Monday, Jan. 14, 1974
Arabs Slap La Stamper
Libya's ascetic ruler, Colonel Muammar Gaddafi, is not known as a connoisseur of humor, especially when it is at his own expense. So a satirical article about him in Turin's La Stampa last month enraged him. "It seems," ran the mock-fan-magazine prose, "that he has an ulcer, it seems that he is a homosexual, that he sleeps on a mattress of tobacco leaves, that he has a harem of 48 wives in Switzerland." Libya immediately demanded that the article's coauthors be dismissed from La Stampa, one of Italy's most respected dailies.
Ordinarily, Libya would have little leverage in such a showdown. But La Stampa happens to be owned by Fiat, a giant industrial conglomerate that is not in the business of offending influential heads of state. Though he balked at firing the reporters, Fiat Chairman Giovanni Agnelli paid a visit to Libya's embassy in Rome, hoping to mollify Gaddafi. Agnelli failed dramatically. Last week the Arab League Boycott Committee in Beirut threatened a ban on all Fiat products in Arab nations unless Agnelli sacks La Stampa Editor Arrigo Levi, a Jew who once fought in the Israeli army. Agnelli is sticking with his editor. If carried out, the threat could be a serious blow to Fiat, which last year did an estimated $50 million worth of business in Arab countries. The Arab move would also set a frightening precedent in international censorship. At week's end the Italian government, which relies heavily on Libyan oil, sternly rejected Arab demands that it intervene.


▶ **TASK DIRECTIONS**: Return the lines below exactly as they appear, please, starting with the first and ending with the one that contains "Image resolution: width=815".

▶ **Extracted records**:
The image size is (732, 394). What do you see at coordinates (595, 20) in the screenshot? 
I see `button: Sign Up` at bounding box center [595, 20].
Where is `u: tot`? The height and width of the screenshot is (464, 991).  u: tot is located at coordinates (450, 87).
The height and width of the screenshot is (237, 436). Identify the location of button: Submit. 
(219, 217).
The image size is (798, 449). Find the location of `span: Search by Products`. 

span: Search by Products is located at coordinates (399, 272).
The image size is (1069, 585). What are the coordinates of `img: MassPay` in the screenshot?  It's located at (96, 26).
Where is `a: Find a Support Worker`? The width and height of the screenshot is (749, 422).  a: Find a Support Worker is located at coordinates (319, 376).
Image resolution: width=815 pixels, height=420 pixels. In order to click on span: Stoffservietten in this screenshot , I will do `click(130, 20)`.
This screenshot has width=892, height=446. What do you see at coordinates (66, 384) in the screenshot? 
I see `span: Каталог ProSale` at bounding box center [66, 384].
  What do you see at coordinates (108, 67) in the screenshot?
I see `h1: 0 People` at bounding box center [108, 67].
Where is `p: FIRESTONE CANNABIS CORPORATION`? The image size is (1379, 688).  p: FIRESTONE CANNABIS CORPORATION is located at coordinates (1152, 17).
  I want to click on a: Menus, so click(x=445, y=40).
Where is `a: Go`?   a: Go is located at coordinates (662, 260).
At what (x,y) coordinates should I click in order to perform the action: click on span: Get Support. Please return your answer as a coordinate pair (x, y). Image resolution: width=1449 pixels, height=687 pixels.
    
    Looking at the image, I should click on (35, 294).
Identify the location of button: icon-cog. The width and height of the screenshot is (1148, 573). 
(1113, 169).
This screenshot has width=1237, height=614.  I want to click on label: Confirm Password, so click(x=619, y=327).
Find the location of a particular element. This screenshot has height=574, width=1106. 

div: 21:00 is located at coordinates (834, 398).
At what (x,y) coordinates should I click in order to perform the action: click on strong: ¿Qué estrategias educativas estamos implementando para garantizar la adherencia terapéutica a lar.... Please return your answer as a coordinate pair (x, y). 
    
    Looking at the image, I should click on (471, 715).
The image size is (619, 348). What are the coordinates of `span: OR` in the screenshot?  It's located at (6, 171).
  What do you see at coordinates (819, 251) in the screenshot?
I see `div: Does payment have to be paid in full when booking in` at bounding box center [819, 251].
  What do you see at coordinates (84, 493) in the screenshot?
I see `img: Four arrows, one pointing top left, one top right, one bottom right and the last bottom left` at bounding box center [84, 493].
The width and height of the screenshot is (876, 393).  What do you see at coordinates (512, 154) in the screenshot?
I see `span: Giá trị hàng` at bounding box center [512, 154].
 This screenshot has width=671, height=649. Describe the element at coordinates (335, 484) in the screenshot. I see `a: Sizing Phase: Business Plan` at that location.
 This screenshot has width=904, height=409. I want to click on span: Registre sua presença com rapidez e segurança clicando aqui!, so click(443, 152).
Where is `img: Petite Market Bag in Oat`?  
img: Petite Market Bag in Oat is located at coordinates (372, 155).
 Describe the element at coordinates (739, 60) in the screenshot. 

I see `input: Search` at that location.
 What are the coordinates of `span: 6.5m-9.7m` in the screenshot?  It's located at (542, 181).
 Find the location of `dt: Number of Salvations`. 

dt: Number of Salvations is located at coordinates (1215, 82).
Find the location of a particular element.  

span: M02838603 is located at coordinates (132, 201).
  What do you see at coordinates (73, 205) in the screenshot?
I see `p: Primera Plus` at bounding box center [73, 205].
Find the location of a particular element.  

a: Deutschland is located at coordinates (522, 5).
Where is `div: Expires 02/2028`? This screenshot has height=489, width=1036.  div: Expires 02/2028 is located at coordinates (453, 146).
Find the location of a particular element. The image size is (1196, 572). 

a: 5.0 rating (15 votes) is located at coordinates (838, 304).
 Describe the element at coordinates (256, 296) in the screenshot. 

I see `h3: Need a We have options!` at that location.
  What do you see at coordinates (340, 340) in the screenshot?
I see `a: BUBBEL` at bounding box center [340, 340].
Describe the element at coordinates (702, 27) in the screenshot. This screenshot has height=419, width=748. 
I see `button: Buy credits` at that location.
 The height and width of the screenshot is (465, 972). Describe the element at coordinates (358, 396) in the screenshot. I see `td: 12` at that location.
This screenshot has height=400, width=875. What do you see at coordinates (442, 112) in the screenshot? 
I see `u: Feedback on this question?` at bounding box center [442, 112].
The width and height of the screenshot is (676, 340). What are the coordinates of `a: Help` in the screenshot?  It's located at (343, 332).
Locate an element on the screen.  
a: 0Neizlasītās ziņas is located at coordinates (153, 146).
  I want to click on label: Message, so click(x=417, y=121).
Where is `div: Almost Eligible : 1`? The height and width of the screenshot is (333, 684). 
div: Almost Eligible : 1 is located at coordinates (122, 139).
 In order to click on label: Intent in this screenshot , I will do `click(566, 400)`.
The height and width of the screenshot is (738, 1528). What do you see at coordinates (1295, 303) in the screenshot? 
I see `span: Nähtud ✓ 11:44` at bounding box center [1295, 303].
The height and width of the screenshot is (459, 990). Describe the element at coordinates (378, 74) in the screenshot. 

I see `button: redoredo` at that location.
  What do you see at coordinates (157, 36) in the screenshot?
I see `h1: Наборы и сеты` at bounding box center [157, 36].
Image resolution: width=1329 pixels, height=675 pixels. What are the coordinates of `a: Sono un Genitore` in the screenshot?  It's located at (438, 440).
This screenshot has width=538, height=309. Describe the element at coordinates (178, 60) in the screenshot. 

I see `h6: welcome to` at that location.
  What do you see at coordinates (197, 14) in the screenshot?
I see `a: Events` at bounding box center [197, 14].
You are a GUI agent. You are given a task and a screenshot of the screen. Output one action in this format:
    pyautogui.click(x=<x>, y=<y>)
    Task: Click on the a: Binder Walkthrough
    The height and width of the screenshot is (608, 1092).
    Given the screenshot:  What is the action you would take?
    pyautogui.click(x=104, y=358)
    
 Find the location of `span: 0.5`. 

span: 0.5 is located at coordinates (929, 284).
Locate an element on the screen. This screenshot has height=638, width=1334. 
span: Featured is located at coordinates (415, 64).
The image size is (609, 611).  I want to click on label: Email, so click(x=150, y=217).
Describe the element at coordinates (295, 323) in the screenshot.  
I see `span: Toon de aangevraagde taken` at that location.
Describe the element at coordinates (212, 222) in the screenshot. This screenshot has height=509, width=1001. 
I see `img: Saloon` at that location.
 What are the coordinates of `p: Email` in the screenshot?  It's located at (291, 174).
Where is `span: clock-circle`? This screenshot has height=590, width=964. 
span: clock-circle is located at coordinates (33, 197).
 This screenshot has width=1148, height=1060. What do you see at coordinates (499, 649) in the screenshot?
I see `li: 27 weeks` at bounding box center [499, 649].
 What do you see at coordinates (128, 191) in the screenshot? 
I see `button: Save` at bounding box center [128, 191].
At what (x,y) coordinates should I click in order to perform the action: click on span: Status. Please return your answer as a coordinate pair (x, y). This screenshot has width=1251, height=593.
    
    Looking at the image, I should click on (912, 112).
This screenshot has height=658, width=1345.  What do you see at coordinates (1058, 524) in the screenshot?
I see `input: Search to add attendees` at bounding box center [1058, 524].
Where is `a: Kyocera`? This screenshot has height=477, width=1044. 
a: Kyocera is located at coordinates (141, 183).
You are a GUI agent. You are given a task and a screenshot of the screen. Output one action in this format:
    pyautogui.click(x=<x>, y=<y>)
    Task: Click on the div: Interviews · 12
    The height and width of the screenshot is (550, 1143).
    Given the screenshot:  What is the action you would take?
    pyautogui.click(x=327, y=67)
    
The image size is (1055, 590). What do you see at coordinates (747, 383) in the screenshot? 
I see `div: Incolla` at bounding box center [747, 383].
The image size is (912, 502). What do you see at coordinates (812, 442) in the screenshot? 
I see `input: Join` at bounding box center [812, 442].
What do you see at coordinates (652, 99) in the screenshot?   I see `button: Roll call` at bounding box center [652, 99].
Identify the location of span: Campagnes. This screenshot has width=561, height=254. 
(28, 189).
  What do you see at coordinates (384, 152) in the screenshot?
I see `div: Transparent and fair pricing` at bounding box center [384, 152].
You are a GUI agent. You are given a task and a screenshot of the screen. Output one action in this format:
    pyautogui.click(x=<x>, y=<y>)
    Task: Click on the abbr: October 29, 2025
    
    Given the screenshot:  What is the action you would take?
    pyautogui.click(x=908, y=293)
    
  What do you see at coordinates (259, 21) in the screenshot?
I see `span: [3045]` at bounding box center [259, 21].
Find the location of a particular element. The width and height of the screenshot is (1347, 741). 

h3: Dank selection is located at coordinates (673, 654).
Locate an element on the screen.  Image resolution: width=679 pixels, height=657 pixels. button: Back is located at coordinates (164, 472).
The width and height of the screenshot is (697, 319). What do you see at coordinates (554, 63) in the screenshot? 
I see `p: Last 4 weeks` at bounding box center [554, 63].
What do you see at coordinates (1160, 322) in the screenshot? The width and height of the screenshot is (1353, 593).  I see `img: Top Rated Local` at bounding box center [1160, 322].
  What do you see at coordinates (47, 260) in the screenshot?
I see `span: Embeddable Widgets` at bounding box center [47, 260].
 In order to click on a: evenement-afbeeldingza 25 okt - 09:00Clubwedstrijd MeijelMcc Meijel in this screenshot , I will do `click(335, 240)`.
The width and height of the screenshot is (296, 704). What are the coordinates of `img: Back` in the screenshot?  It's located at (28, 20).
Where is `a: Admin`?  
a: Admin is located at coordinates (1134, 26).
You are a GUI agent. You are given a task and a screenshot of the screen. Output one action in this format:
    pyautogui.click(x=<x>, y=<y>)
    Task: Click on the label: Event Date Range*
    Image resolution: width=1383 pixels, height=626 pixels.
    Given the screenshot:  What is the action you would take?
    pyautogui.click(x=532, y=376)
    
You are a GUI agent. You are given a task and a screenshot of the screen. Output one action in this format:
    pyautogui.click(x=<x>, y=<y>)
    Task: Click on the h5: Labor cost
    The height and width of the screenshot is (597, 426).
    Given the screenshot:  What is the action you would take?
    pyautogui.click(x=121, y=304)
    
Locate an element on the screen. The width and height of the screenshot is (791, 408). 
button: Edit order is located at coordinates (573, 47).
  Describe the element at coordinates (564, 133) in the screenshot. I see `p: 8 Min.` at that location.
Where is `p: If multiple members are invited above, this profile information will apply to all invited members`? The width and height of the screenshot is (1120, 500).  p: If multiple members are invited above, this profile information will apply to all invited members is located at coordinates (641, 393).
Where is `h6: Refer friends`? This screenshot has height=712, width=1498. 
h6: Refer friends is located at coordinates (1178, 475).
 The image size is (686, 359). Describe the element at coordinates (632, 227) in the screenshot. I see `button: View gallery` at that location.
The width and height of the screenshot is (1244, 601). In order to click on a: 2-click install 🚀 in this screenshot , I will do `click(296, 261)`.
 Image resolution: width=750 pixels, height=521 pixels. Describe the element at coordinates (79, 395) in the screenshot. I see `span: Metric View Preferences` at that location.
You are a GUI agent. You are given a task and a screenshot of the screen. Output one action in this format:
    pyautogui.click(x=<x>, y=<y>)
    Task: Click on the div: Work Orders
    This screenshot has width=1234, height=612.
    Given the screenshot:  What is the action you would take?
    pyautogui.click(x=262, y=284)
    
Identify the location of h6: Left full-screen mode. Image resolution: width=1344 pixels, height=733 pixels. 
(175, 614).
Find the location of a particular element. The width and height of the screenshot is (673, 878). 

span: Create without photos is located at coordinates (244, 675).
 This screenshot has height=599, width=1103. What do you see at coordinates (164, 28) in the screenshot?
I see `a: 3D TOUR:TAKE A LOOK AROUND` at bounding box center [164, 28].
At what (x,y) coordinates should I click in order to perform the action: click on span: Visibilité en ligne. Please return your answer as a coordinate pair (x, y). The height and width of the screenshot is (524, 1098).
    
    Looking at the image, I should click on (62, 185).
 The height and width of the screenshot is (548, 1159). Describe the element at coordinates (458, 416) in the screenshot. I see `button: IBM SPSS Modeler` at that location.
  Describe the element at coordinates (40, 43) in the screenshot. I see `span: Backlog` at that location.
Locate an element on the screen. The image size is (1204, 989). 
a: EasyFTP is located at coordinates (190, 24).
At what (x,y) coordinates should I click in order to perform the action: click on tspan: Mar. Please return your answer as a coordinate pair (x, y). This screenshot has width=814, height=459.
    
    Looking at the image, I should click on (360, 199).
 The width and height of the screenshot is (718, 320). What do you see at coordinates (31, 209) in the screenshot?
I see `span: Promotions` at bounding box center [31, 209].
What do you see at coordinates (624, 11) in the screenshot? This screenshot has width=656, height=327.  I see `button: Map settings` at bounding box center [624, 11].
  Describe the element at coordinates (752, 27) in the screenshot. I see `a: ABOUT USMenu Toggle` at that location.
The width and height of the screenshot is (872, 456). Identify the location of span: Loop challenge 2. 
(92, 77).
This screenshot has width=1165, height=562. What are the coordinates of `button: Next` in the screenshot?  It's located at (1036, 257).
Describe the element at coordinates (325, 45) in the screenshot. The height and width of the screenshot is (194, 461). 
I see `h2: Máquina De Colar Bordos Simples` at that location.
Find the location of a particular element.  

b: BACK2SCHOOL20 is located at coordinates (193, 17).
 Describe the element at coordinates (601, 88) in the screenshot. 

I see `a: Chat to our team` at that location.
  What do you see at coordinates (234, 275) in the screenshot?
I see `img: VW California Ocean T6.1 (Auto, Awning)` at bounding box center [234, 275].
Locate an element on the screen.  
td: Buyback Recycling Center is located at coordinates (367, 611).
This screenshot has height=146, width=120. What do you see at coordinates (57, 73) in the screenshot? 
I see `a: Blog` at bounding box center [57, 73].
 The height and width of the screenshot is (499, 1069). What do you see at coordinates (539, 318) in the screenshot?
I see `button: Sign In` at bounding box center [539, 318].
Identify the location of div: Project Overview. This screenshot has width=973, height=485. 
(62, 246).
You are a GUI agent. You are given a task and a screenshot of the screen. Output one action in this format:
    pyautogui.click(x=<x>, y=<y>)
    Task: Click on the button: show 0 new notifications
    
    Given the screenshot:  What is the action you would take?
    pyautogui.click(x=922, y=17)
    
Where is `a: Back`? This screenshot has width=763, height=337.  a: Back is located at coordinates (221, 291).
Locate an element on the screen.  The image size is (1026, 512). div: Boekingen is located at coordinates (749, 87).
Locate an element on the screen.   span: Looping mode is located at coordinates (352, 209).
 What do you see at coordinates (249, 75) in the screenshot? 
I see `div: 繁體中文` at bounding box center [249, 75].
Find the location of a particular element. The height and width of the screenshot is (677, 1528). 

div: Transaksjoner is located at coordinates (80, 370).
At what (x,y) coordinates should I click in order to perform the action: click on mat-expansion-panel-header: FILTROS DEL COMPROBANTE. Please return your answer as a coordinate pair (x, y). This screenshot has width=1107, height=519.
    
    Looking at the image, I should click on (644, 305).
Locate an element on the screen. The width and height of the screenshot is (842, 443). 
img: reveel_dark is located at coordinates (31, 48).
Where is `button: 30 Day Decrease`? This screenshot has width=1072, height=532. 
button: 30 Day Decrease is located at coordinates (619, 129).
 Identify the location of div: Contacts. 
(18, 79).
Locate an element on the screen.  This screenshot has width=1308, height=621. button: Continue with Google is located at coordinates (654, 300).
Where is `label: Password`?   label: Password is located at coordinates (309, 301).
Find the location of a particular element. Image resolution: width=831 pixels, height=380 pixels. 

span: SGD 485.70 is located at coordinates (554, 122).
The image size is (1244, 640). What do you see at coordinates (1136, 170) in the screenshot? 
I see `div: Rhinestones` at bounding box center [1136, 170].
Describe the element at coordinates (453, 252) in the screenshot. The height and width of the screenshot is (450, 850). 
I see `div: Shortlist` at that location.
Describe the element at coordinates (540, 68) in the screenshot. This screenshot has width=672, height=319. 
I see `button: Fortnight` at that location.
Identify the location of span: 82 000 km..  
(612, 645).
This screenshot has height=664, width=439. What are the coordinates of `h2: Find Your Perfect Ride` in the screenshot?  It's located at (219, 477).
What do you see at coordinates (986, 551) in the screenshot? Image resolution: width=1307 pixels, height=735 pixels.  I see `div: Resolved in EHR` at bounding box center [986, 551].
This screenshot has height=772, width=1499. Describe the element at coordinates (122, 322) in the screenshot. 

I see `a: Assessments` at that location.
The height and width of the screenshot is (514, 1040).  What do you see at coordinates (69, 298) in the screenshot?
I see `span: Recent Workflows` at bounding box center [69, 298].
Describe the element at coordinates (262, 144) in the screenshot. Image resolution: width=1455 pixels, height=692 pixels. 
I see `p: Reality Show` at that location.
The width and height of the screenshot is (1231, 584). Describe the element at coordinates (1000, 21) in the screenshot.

▶ **TASK RESPONSE**:
The image size is (732, 394). What do you see at coordinates (595, 20) in the screenshot? 
I see `button: Sign Up` at bounding box center [595, 20].
Where is `u: tot`? The height and width of the screenshot is (464, 991).  u: tot is located at coordinates (450, 87).
The height and width of the screenshot is (237, 436). Identify the location of button: Submit. 
(219, 217).
The image size is (798, 449). Find the location of `span: Search by Products`. 

span: Search by Products is located at coordinates (399, 272).
The image size is (1069, 585). What are the coordinates of `img: MassPay` in the screenshot?  It's located at (96, 26).
Where is `a: Find a Support Worker`? The width and height of the screenshot is (749, 422).  a: Find a Support Worker is located at coordinates (319, 376).
Image resolution: width=815 pixels, height=420 pixels. In order to click on span: Stoffservietten in this screenshot , I will do `click(130, 20)`.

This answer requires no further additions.